We were halfway across when I heard a familiar, arrogant roar from behind us.

"You can't escape!"

I risked a glance back. Harold Finch himself was standing at the edge of his rooftop, his hair a mess, his expensive suit rumpled. He was a man undone, his face a mask of pure, desperate rage. He wasn't going to let his security handle this. He had to see it for himself.

"You have no idea who you're dealing with!" he screamed into the wind, his voice thin and reedy against the howl of the elements.

It was then that I felt it. Jessica. Her presence, which had been a storm of fear and hatred inside me, suddenly coalesced into a single, piercing point of cold, calm, and absolute finality. She had waited for this. This was her moment. Her justice.

I stopped on the catwalk, turning to face him.

"Alex, what are you doing?" Kevin yelled, grabbing my arm. "Move!"

But I couldn't move. I was just the vessel now. She was in control. Through my own mouth, a voice spoke that was not my own. It was a whisper, but it cut through the wind with supernatural clarity, a voice that carried the chill of the grave.

"Oh, I think he does, Harold," she said.

Finch froze. His eyes widened in dawning horror. He recognized the tone. He recognized the cadence. He was hearing a ghost from his past.

"Jessica?" he whispered, the name a fragile puff of air.

"You stole my work," the voice from my lips continued, cold and unforgiving. "You stole my life. You thought you could just erase me. But you can't erase a ghost."

At that moment, a siren wailed from the street below. A real one. Then another. Red and blue lights began to flash against the sides of the skyscrapers. Someone had seen us on the catwalk. The police had been called.

Finch's face, already pale, turned ashen. He was trapped. The police were below, his crimes were on his computer, and the ghost of his victim was standing on a catwalk, accusing him to his face. There was no escape.

He looked at me—at her. He looked at the flashing lights below. And then he looked at the long, dizzying drop. His face, once so full of arrogance and rage, crumpled into a mask of utter, complete despair. The mask of a man who had finally run out of moves.

"It wasn't supposed to be like this," he whimpered.

Then, before his security could reach him, before we could do anything, he took a single, deliberate step backward. Off the edge of the roof.

He didn't scream. He just fell, a silent, dark shape tumbling into the abyss, disappearing into the concrete canyons of the city he had once thought he owned.

A profound, echoing silence descended upon the rooftop, broken only by the wind and the distant, approaching sirens. The two security guards stared, frozen in shock. Kevin pulled me the rest of the way across the catwalk, onto the solid roof of the neighboring building.
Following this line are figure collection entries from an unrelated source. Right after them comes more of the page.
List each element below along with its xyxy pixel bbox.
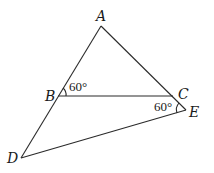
point-label-A: A [94,8,106,24]
angle-arc-B [63,88,66,96]
point-label-C: C [178,86,189,102]
angle-label-E: 60° [154,99,172,114]
segment-AE [101,26,186,110]
angle-label-B: 60° [69,79,87,94]
point-label-D: D [6,150,18,166]
point-label-B: B [44,88,55,104]
point-label-E: E [188,104,199,120]
angle-arc-E [176,103,179,113]
geometry-diagram: A B C E D 60° 60° [0,0,214,173]
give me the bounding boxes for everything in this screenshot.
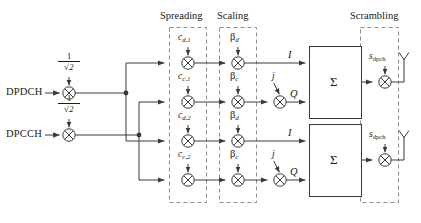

Inside me, the cold, vengeful presence that had been Jessica Miller for six long months finally, finally, began to dissipate. The cold ache in my chest lessened. The hatred faded. The sorrow softened. It was replaced by a single, quiet feeling.

Peace.

Her regret was resolved. Her justice, in its own terrible, final way, had been served.

I fell to my knees on the rooftop, not from exhaustion, but from the sudden, shocking emptiness in my chest. For the first time in weeks, I was alone inside my own soul.

The black phone in my pocket buzzed one last time.

[Primary Assignment Complete: Spirit's Regret Resolved.] [Target Spirit: Jessica Miller - Successfully Processed.] [Reward Issued: +100 Merit Points.] [Contract Expiration Timer: Suspended.] [Congratulations, Agent. You are no longer on probation.]